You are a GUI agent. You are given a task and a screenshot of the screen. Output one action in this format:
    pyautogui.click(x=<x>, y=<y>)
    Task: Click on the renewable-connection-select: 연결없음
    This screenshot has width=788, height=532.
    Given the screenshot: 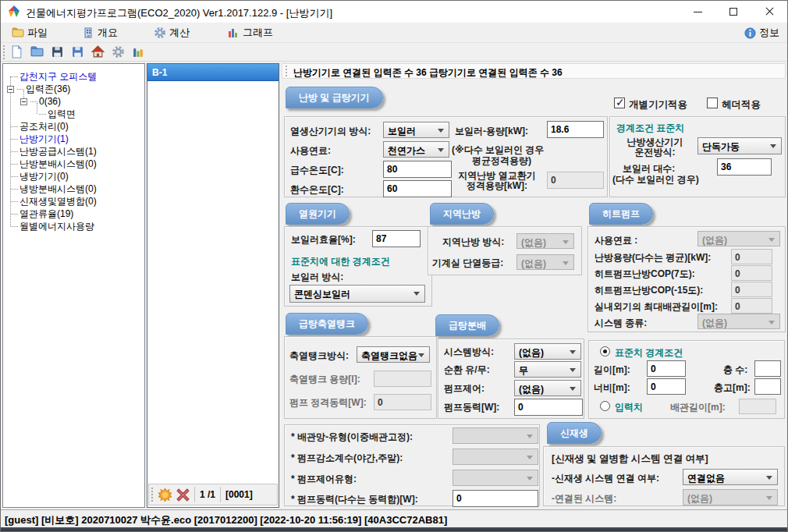 What is the action you would take?
    pyautogui.click(x=730, y=477)
    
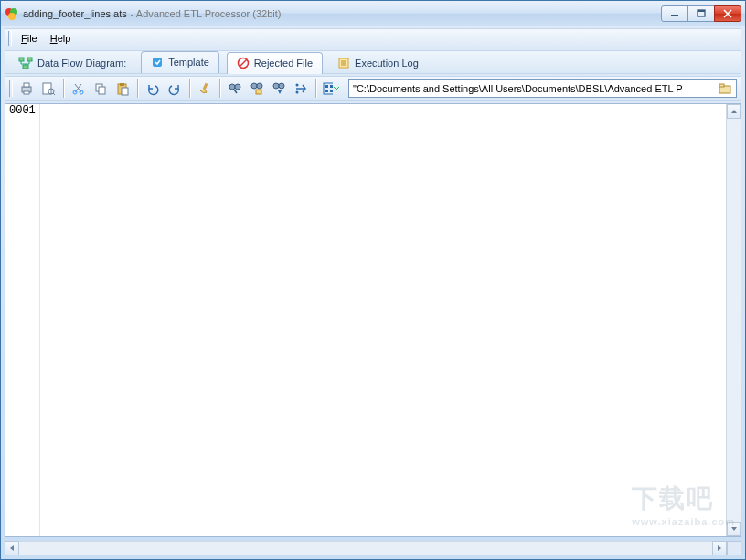 The height and width of the screenshot is (560, 746). Describe the element at coordinates (543, 89) in the screenshot. I see `path-input: "C:\Documents and Settings\All Users\Doc…` at that location.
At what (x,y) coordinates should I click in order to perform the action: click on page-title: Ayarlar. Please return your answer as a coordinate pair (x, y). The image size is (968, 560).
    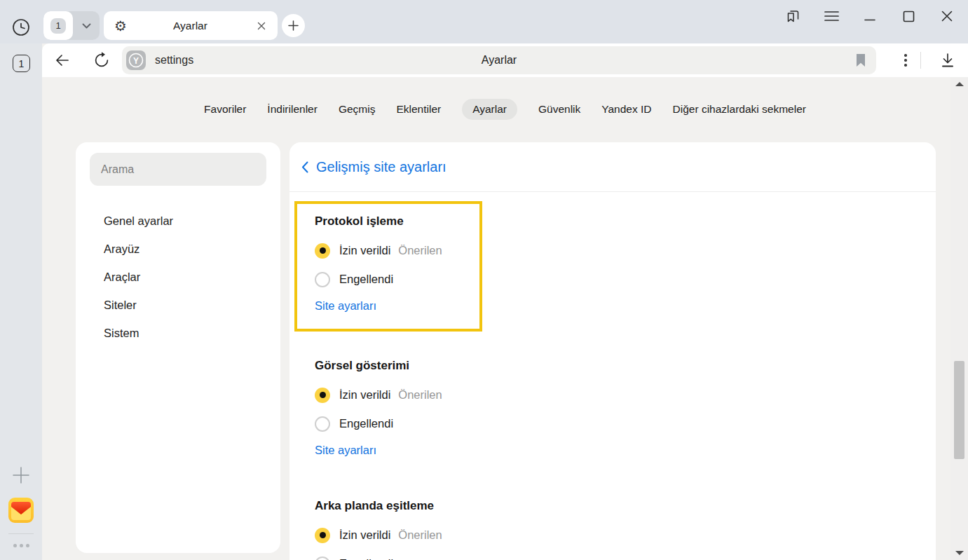
    Looking at the image, I should click on (499, 60).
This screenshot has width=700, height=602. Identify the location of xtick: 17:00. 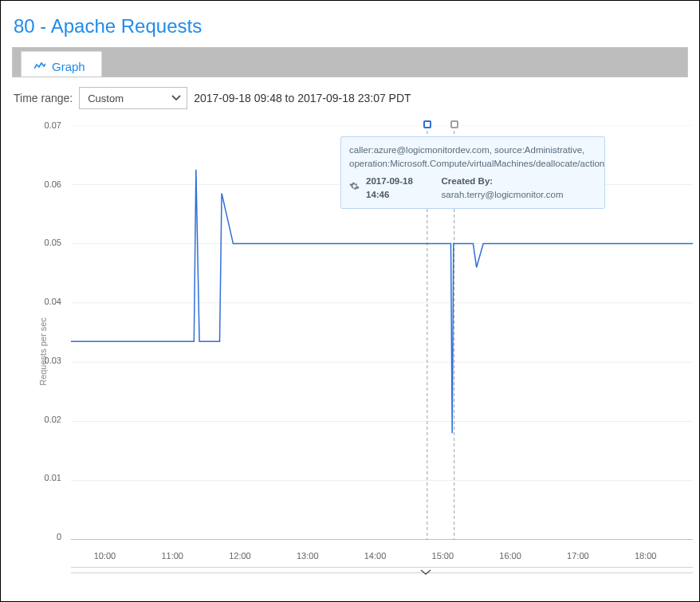
(578, 556).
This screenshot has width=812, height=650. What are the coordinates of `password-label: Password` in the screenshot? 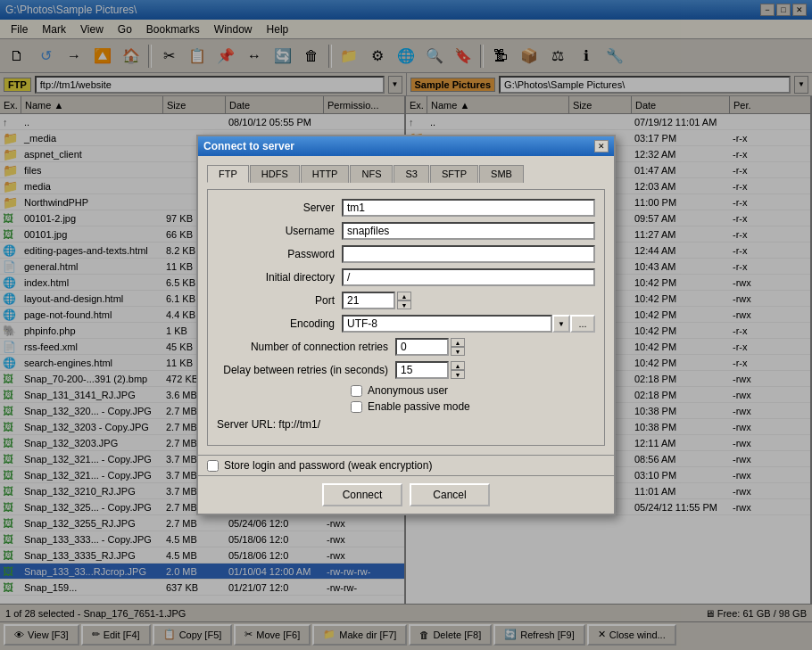 It's located at (279, 254).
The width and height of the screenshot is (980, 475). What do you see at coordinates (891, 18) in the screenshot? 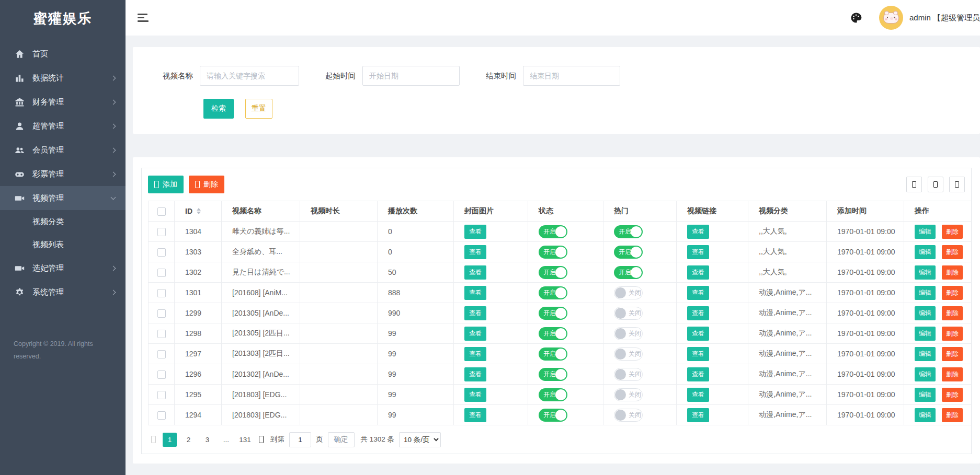
I see `user-avatar` at bounding box center [891, 18].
···
▶ [Problem description]: Leaving the pictures aside, copy exactly and only the lines from the one holding "The width and" through the final line of the data, both ends kept.

▶ [Answer for this exercise]:
The width and height of the screenshot is (980, 475). What do you see at coordinates (891, 18) in the screenshot? 
I see `user-avatar` at bounding box center [891, 18].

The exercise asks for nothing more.